If a person in the developing world severely fractures a limb, they face an impossible choice. An improperly healed fracture could mean a lifetime of pain, but lengthy healing time in traction or a bulky cast results in immediate financial hardship.
Pacific Northwest National Laboratory (PNNL) machine learning scientists leaped into action when they learned they could help a local charity whose treatments allow patients in the developing world to walk within one week of surgery—even when fractures are severe.
For more than 20 years, the Richland, Washington-based charity SIGN Fracture Care has pioneered orthopedic care, including training and innovatively designed implants that speed healing without real-time operating room X-ray machines. During those 20 years, they've built a database of 500,000 procedure images and outcomes that serves as a learning hub for doctors around the world. Now, PNNL's machine learning scientists have developed computer vision tools to identify surgical implants in the images, making it easier to sort through the database and improve surgical outcomes.
Uniting worldwide medical data
The partnership between PNNL and SIGN was born when data scientist Chitra Sivaraman struck up a conversation with a SIGN employee during a volunteer event. In her day job, Sivaraman and her team members have used machine learning to automatically identify clouds or assess the quality of sensor data, so she immediately understood how machine learning techniques could make quick work of understanding trends in the half million images in SIGN's database.
Sivaraman recruited a multidisciplinary team and applied for funding through Quickstarter, a PNNL program where staff vote to award internal funding to worthy projects that stretch beyond some of PNNL's core capabilities.
"It was funded so fast, I wished I'd asked for more!" Sivaraman said. "I think my colleagues were excited by the opportunity for PNNL's machine learning scientists to use their image classification knowledge to solve a real-world problem for a great cause."
Computational chemist, Jenna Pope joined the team, followed by Edgar Ramirez, a Washington State University intern with aspirations to attend medical school. Together, they harnessed deep learning techniques to address the database's biggest challenge: a huge variety of image types and quality.
Supervising the computer's learning
Most of the time, when scientists develop deep learning techniques, they have a perfect set of images that are the same size and orientation. However, the size and scope of SIGN's database included useful images that did not conform to a standard.

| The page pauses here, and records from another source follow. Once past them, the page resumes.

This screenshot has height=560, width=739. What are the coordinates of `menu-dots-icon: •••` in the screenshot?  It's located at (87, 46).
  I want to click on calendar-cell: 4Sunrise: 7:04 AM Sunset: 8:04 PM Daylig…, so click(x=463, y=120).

First, the team had to teach the computer to distinguish between photos of people and images of X-rays. This was tricky because in addition to multiple pictures of patients, busy doctors upload photos of X-rays without a standard orientation. Additionally, sometimes the pictures of X-rays were shot in a way that included distractions, such as the clinic in the background.
Lacking good initial examples, the team had to teach the computer to focus on the implants and not do things like mistake the fingers holding the X-ray image for one of the implant's screws.
Once the team had enough usable images, SIGN helped them identify implants using annotated images. The team trained the computer model to detect different implants by drawing bounding boxes around the parts of the implants in 300 images.
It was painstaking work, but it paid off. Because the model learned what to look for in those 300 images, it could reliably identify the nails, screws, and plates in the individual implants from a larger selection of database images.
More applications for computer vision
Next, Sivaraman and her team would like to train their tool to recognize the image's quality and automatically prompt a doctor to upload a usable image. Currently, SIGN's founder, Dr. Zirkle, manually approves hundreds of images a day. Automating database image approval would free up time for him to focus on teaching or other tasks.
The goal of orthopedic surgeons throughout the world is to enable fracture healing, and there are many variables when evaluating not only if a fracture has healed, but if the fracture will heal. Eventually, PNNL's machine learning scientists could expand the tool to measure other, non-X-ray healing indicators or refine the tool to sort pre-operation X-rays by bone type and fracture location, helping doctors to more quickly identify the procedures that lead to better outcomes.
The work with SIGN's database is part of PNNL's expertise creating machine learning algorithms that can accurately classify large data collections using very few examples. This expertise includes computer vision techniques that look for cancer in diagnostic images or detect toxic pathogens in the soil, with many other potential applications for national security. This project demonstrates PNNL's technical capabilities in classifying X-ray images to support research in national security, materials science, and biomedical sciences.
The results of the collaboration between PNNL and SIGN are available online in the open source Journal of Medical Artificial Intelligence.